YANKEE, n. In Europe, an American. In the Northern States of our Union, a New Englander. In the Southern States the word is unknown.
Women and foxes, being weak, are distinguished by superior tact.
REDRESS, n. Reparation without satisfaction.
REPARATION, n. Satisfaction that is made for a wrong and deducted from the satisfaction felt in committing it.
NON-COMBATANT, n. A dead Quaker.
MISERICORDE, n. A dagger which in mediaeval warfare was used by the foot soldier to remind an unhorsed knight that he was mortal.
INTIMACY, n. A relation into which fools are providentially drawn for their mutual destruction.
Before undergoing a surgical operation, arrange your temporal affairs. You may live.
When prosperous the fool trembles for the evil that is to come; in adversity the philosopher smiles for the good that he has had.
ARTLESSNESS, n. A certain engaging quality to which women attain by long study and severe practice upon the admiring male, who is pleased to fancy it resembles the candid simplicity of his young.
FICKLENESS, n. The iterated satiety of an enterprising affection.
UXORIOUSNESS, n. A perverted affection that has strayed to one’s own wife.
An archbishop is an ecclesiastical dignitary one point holier than a bishop.

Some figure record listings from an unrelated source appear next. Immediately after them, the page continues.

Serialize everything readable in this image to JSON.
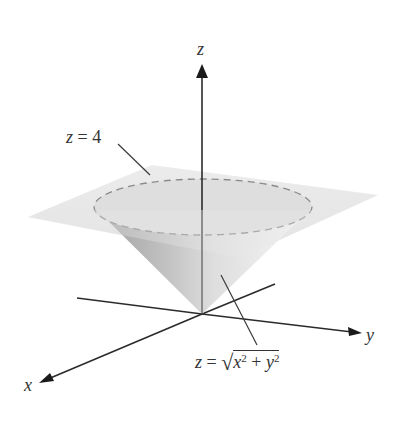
{
  "figure": {
    "axes": {
      "x": {
        "label": "x"
      },
      "y": {
        "label": "y"
      },
      "z": {
        "label": "z"
      }
    },
    "annotations": {
      "plane": {
        "lhs": "z",
        "eq": " = ",
        "rhs": "4"
      },
      "cone": {
        "lhs": "z",
        "eq": " = ",
        "sqrt": "√",
        "x": "x",
        "x_exp": "2",
        "plus": " + ",
        "y": "y",
        "y_exp": "2"
      }
    },
    "colors": {
      "axis": "#2b2b2b",
      "plane_fill": "#e6e6e6",
      "ellipse_fill": "#dcdcdc",
      "ellipse_dash": "#8a8a8a",
      "cone_dark": "#a8a8a8",
      "cone_light": "#efefef",
      "text": "#333333"
    }
  }
}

A violin is the revenge exacted by the intestines of a dead cat.
Distress: A disease incurred by exposure to the prosperity of a friend.
Self-restraint is indulgence of the propensity to forgo.
DELUSION, n. The father of a most respectable family, comprising Enthusiasm, Affection, Self-denial, Faith, Hope, Charity and many other goodly sons and daughters.
Birth: The first and direst of all disasters.
Labor is one of the processes by which A acquires property for B.
SYLLOGISM, n. A logical formula consisting of a major and a minor assumption and an inconsequent.